A newly filed US class action lawsuit accuses Meteora founder Benjamin Chow of orchestrating the infamous Libra and Melania meme coin schemes.
The filing argues that the meme coin fraud allegedly used First Lady Melania Trump and Argentine President Javier Milei as promotional “props.”
SponsoredPlaintiffs Blame Meteora Founder for Melania, Libra Coin Collapse
According to the amended filing in Hurlock v. Kelsier Ventures, investors claim Meteora and Kelsier Ventures “borrowed credibility” from public figures to legitimize the MELANIA and LIBRA tokens, calling them a coordinated “liquidity trap.”
Both coins surged after launch but later plunged by over 90%.
“Defendants borrowed credibility from real-world figures or themes—such as the ‘official Melania Trump’ coin ($MELANIA) and the ‘Argentine revival’ coin ($LIBRA) tied to President Javier Milei. These faces and brands served as props to legitimize what was actually a coordinated liquidity trap. Plaintiffs do not claim those public figures were culpable; they were merely the window dressing for a crime engineered by Meteora and Kelsier,” the filing said.
In Argentina, the LIBRA scandal has widened into a criminal probe targeting two of Milei’s aides after wallet data linked them to pre-launch transfers. Over 1,300 citizens reportedly lost funds, contradicting Milei’s televised claim that “no more than five” investors were affected.
Melania Trump recently revived her Solana-based meme coin through an AI-generated video. Prices briefly rose before falling again. Analysts flagged $30 million in unexplained token sales from team wallets, raising transparency concerns.

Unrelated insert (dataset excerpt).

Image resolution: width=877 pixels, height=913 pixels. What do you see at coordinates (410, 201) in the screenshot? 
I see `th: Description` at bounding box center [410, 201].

SponsoredDefense, Regulation, and Market Context
Chow, who resigned in February, previously denied wrongdoing on X. He said neither he nor Meteora received tokens or insider information. Chow described the “Dynamic Liquidity Market Maker” as a permissionless tool supporting independent launches rather than a trading entity.
A US judge has unfrozen $57.6 million in USDC tied to the case, citing doubts about the plaintiffs’ chances. The filing also names Hayden Davis and Kelsier Ventures, alleging they ran at least 15 token launches using the same template.
The lawsuit arrives as regulators debate how to classify meme coins. In February, the SEC stated that meme coins are “akin to collectibles,” ending securities-law enforcement but leaving fraud cases to agencies like the CFTC.
Analysts warn the relaxed stance may embolden speculative issuers. Regulators from the UK to Singapore are also weighing whether such tokens fall under consumer-protection law instead of financial regulation.
According to Galaxy Research, more than 32 million meme coins now trade on Solana, which holds 30% of decentralized-exchange volume. Most traders lose money within seconds, while infrastructure operators capture most profits—reflecting a casino-like system that rewards deployers over participants.
An a16z Crypto report found that over 13 million meme coins launched last year, but activity fell 56 percent as bipartisan legislation advanced toward clearer oversight. Analysts said the slowdown shows early saturation and investor fatigue with celebrity-driven tokens.
Although no charges target Trump or Milei, the complaint underscores a growing clash between crypto populism and regulatory inertia. As meme coins evolve from jokes into global liquidity events, courts and voters must now decide where free-market innovation ends and financial misconduct begins.